## [EXERCISE BRIEF]
Reproduce the entries exactly, beginning with the line containing "Identify the location" and ending with their last line, both included.

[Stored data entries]
'''

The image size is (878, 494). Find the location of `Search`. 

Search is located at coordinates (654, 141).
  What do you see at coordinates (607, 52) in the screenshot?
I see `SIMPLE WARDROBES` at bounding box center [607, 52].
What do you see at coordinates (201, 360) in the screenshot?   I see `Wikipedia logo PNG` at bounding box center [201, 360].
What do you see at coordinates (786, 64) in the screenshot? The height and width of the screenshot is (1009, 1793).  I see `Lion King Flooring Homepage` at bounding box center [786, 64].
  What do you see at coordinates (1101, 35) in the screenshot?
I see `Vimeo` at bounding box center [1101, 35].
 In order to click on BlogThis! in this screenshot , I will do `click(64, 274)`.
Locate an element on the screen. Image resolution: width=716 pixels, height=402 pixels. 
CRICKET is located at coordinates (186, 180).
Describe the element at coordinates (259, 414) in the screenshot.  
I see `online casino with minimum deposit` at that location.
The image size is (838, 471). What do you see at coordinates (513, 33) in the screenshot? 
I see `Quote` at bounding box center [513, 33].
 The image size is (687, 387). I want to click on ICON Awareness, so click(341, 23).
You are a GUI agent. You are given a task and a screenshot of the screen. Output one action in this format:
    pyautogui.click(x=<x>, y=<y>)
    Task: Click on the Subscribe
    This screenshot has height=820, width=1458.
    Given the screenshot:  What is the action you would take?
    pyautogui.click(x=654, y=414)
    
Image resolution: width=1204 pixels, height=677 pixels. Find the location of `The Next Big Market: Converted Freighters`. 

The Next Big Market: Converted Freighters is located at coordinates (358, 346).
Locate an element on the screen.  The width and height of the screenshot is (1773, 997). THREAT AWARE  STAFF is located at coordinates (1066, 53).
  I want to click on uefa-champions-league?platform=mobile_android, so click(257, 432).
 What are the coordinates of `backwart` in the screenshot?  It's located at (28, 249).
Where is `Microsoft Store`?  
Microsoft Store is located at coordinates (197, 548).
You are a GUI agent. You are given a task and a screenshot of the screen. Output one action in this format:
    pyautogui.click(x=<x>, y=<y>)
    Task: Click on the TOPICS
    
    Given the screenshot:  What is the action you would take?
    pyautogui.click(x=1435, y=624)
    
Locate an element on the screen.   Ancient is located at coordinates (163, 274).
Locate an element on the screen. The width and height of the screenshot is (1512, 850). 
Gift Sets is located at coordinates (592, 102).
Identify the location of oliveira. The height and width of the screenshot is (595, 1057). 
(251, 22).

'''

## [RESPONSE]
Identify the location of oliveira. The height and width of the screenshot is (595, 1057). 
(251, 22).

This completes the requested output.